This Painful Reunion Of An Immigrant Woman And Her Son Who Doesn’t Recognize Her Is Too Heart-Wrenching To Watch
Several weeks have passed since the Trump administration formally decided to put an end to their “zero tolerance” immigration policy that separated parents from their children at the U.S.–Mexican border earlier this year. Still, recent stories of reunification reveal that in the cases where parents and their children are being brought together the trauma and challenges that stem from their initial separations are far from over.
In the latest video documenting the reunion between an immigrant mother and her child, it’s obvious the trauma of the separation policy has left a mark.
Earlier this week, The American Civil Liberties Union (ACLU) released a video of a Honduran woman, identified only by the last name Reyes-Mejia, meeting her 3-year-old son at the George Bush International Airport in Houston after they were separated from each other for three-and-a-half months. The video follows the mother as she attempts to embrace and connect with her son for the first time in months while he attempts to wiggle free from her and refuses to face her. “I’m your mommy,” she tells her son in Spanish as he crawls away.
Speaking to the ACLU about the suffering the family had experienced over the past few months, Reyes-Mejia said “I felt like I could no longer take anymore.
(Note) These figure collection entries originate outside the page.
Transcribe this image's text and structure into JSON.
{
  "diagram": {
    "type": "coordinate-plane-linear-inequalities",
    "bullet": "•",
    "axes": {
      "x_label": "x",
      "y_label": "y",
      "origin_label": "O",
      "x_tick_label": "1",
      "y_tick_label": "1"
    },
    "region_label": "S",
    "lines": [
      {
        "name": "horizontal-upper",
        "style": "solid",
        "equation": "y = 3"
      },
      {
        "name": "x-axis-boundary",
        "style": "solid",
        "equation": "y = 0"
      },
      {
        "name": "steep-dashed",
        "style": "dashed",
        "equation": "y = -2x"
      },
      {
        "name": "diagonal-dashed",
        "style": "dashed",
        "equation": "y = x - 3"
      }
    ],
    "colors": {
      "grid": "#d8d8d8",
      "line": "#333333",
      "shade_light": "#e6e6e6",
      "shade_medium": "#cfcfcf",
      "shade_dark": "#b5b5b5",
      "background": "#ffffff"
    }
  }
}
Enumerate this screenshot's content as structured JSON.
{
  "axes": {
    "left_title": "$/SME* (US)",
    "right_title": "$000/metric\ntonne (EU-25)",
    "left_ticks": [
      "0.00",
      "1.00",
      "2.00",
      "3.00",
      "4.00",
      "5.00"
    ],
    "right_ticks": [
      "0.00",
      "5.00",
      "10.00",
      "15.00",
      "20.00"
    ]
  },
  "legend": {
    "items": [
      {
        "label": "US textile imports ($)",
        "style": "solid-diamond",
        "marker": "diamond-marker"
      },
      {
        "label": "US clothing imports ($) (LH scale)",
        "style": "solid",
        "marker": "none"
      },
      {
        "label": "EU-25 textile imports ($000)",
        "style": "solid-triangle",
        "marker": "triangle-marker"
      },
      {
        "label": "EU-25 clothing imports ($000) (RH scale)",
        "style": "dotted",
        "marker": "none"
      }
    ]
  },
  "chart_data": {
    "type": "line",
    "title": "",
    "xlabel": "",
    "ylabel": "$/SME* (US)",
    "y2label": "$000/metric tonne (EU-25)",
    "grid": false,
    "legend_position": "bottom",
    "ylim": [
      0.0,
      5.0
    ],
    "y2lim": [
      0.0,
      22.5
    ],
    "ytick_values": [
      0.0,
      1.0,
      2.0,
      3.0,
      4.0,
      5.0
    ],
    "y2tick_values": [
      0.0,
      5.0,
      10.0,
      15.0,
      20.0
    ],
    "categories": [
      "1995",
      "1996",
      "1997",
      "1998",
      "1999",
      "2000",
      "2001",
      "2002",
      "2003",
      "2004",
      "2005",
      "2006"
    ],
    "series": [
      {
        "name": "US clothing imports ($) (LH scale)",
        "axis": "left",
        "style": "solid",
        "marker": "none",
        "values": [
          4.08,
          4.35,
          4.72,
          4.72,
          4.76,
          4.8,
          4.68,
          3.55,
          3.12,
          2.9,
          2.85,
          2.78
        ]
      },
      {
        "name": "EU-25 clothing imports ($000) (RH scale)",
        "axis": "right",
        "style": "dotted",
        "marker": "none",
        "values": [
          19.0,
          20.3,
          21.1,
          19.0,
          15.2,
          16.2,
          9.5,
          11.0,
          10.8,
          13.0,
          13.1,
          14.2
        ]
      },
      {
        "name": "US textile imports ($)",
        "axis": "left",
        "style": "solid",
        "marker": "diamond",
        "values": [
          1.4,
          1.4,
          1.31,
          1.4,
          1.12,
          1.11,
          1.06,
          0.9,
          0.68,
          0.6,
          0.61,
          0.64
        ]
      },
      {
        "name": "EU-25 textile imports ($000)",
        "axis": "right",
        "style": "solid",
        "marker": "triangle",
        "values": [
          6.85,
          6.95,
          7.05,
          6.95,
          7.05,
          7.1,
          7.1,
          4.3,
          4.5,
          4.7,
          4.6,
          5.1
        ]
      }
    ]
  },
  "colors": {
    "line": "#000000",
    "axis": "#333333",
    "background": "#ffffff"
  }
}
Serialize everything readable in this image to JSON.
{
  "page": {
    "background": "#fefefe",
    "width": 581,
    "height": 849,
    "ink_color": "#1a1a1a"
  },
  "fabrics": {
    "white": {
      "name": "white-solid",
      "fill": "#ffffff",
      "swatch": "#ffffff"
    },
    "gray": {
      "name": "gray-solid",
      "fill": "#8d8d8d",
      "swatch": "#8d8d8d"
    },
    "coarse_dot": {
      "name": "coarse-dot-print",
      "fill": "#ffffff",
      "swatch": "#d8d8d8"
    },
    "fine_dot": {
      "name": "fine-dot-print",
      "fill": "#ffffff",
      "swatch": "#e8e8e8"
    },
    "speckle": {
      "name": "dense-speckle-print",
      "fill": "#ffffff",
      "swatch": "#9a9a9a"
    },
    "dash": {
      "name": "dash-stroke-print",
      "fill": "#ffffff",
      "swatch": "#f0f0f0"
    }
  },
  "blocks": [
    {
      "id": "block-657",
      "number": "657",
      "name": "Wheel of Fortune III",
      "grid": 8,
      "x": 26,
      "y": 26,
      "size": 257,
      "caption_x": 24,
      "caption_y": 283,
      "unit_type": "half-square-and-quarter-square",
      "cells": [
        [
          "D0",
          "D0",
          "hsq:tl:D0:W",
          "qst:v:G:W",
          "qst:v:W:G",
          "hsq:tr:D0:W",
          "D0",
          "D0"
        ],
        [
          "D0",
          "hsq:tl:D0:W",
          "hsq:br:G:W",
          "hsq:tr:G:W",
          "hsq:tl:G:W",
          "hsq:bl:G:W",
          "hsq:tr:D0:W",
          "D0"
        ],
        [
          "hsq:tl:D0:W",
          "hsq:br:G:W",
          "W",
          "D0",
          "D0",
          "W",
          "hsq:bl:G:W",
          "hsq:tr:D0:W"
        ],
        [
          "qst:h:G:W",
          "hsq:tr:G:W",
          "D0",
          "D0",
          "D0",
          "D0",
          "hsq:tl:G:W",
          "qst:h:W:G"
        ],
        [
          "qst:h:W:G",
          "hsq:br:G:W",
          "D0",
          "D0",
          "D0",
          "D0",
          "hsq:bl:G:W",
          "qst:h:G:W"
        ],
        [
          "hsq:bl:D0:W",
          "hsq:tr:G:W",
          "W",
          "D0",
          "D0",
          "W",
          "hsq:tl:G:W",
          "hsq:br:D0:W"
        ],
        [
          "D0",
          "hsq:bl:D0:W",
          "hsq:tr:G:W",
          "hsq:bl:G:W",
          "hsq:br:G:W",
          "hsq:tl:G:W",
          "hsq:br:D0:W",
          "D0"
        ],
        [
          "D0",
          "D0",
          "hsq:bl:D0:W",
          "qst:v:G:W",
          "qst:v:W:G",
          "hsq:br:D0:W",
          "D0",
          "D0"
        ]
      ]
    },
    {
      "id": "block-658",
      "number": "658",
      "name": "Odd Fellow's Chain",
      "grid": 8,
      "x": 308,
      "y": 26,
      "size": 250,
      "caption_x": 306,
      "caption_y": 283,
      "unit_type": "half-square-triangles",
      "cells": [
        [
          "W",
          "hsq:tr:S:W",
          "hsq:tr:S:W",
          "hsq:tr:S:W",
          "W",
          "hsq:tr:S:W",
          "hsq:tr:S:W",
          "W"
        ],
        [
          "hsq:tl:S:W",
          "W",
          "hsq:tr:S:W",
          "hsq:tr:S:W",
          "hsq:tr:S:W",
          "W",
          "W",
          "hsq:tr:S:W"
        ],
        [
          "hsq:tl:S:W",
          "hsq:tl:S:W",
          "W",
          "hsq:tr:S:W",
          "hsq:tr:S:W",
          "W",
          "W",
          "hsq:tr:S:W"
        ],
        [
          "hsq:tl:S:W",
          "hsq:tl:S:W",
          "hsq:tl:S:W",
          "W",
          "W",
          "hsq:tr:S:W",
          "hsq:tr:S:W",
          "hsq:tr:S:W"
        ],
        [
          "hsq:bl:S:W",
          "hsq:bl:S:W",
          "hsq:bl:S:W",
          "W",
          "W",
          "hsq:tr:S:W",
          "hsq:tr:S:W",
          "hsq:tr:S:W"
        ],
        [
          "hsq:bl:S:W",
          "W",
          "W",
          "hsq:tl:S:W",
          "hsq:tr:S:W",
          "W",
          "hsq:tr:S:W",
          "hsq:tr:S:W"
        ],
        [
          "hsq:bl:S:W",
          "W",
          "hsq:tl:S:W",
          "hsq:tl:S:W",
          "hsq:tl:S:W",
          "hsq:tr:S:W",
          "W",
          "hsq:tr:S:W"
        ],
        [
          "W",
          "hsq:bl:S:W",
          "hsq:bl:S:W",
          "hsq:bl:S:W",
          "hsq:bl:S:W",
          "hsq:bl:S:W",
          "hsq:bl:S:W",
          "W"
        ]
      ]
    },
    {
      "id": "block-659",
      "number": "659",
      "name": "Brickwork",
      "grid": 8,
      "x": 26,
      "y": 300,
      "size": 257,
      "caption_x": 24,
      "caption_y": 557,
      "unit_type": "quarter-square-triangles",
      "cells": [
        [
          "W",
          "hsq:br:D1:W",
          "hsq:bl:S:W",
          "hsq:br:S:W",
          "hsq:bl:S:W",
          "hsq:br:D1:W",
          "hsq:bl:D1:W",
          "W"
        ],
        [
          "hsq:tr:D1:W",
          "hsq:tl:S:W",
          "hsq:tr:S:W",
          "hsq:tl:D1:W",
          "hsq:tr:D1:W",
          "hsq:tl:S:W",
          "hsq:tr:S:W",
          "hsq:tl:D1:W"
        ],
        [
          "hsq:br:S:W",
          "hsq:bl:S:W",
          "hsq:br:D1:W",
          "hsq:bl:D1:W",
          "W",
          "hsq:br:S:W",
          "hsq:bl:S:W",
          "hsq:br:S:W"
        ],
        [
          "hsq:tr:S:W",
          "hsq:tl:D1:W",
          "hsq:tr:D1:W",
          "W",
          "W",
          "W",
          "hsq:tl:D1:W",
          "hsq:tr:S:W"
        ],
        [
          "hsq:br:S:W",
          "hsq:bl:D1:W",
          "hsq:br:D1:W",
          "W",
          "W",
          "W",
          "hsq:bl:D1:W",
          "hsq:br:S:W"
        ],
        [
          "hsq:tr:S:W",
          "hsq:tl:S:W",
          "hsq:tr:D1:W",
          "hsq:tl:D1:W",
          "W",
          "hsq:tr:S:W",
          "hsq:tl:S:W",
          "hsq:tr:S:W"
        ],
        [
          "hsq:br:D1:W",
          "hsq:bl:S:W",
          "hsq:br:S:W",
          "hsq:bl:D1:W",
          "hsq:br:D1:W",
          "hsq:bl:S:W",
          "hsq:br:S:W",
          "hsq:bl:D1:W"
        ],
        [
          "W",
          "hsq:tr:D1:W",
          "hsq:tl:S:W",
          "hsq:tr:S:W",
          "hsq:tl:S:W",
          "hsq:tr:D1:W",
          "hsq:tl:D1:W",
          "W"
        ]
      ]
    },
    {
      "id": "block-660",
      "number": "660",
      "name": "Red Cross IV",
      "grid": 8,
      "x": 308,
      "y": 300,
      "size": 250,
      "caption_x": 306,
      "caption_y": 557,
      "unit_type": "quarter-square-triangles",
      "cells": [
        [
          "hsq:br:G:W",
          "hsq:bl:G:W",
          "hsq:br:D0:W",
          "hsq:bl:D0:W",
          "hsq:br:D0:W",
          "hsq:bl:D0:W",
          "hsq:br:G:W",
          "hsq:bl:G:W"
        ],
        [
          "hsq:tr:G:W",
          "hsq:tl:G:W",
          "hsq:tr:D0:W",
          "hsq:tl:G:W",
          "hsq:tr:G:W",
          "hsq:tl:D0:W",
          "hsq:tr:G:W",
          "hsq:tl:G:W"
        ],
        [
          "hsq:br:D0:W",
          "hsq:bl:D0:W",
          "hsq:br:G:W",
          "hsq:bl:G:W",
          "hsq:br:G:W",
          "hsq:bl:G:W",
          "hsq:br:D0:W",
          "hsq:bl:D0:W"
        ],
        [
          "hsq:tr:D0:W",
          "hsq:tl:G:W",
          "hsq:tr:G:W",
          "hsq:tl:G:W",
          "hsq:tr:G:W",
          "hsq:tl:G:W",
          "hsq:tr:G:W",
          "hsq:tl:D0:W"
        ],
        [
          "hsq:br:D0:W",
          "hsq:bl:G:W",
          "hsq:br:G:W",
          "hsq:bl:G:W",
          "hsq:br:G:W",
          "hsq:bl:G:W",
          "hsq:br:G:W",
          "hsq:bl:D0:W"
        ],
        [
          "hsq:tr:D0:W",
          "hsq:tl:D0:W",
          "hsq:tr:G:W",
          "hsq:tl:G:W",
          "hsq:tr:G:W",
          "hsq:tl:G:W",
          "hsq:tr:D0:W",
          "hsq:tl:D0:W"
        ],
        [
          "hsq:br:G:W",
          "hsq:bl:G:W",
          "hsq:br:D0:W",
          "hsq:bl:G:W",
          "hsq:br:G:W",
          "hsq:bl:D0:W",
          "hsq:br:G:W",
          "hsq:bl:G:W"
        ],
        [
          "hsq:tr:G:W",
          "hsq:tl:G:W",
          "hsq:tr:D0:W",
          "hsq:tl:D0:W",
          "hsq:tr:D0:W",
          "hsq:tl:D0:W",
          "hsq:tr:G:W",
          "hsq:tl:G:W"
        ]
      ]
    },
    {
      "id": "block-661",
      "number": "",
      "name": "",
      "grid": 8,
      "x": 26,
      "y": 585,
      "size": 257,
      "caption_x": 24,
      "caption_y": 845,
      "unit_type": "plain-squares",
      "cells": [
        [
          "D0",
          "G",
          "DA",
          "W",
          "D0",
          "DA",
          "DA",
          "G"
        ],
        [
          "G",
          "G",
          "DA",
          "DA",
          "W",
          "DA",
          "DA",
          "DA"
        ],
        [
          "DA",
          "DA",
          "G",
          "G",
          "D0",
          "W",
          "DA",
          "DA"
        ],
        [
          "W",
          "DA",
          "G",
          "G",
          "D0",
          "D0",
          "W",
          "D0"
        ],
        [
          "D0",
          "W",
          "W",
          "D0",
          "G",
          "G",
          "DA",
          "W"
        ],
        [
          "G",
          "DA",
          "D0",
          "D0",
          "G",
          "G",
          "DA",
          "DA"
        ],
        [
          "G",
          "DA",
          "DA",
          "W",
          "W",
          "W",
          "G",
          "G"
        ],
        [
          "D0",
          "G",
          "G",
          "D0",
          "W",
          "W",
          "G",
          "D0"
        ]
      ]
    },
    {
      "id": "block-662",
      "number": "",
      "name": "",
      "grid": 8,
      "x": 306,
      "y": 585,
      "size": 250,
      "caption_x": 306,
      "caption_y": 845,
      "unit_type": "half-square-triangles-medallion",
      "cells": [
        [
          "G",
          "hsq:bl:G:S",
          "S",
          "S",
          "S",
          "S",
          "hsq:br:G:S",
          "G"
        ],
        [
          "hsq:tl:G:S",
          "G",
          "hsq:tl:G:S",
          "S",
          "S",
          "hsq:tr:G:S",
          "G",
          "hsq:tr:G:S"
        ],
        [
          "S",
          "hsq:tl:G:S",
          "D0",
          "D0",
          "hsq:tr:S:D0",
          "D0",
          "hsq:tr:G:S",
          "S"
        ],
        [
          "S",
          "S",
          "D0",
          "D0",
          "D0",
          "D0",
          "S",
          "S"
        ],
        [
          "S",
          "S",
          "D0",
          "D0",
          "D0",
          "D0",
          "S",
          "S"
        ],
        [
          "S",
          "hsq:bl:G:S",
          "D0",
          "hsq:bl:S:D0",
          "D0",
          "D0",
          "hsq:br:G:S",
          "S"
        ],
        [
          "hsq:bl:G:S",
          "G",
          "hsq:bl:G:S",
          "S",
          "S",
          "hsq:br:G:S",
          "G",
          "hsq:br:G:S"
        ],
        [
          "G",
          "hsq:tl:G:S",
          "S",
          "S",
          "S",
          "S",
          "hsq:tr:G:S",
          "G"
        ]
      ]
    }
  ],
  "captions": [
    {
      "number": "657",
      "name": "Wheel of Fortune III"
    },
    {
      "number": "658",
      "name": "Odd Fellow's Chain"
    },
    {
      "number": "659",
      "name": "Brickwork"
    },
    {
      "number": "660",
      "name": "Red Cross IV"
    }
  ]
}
My soul was destroyed… I didn’t know where he had gone or know if my son was alone in a cage without his father.” Later on she noted that while waiting for her husband to arrive with her son at the Texas airport she “counted the minutes until I saw him, and when they told me he was on his way over I felt like I wanted him here that second, my soul couldn’t take it, but I am happy with my son.”
Reyes-Mejia’s story comes on the heels of other tales of painful reunions.
A recent article published by The New York Times detailed the stories of two immigrant mothers who’d been separated from their children and relocated to Phoenix. Both women recalled having been separated from their children for several months and upon getting to reunite with their children sorely discovering that their children no longer recognized or knew who they were. One of the woman, Milka Pablo, was forced to hear her 3-year-old daughter attempt to move from her mother’s embrace all while screaming and crying for a social worker at the shelter where she was staying. Another mother, Mirce Alba Lopez, recalled how her 3-year-old son, Ederson, rejected her as soon as she attempted to embrace him. “He didn’t recognize me,” she said. “My joy turned temporarily to sadness.”
According to the ACLU, 528 immigrant children still remain in government custody as of August 23.
In hundreds of cases, the government has already deported parents without plans to locate or reunite them with their children. In other cases, the government has determined that their children are “ineligible” for reunification. For families that have been reunited, experts say the trauma that comes with the separations could affect the children for years, and in some cases possibly even for the rest of their lives. According to mental health experts, the separated children are at risk for facing challenges such as trauma, trust issues, anxiety as well as other mental health concerns.
Watch the moment Reyes-Mejia reunites with her son below.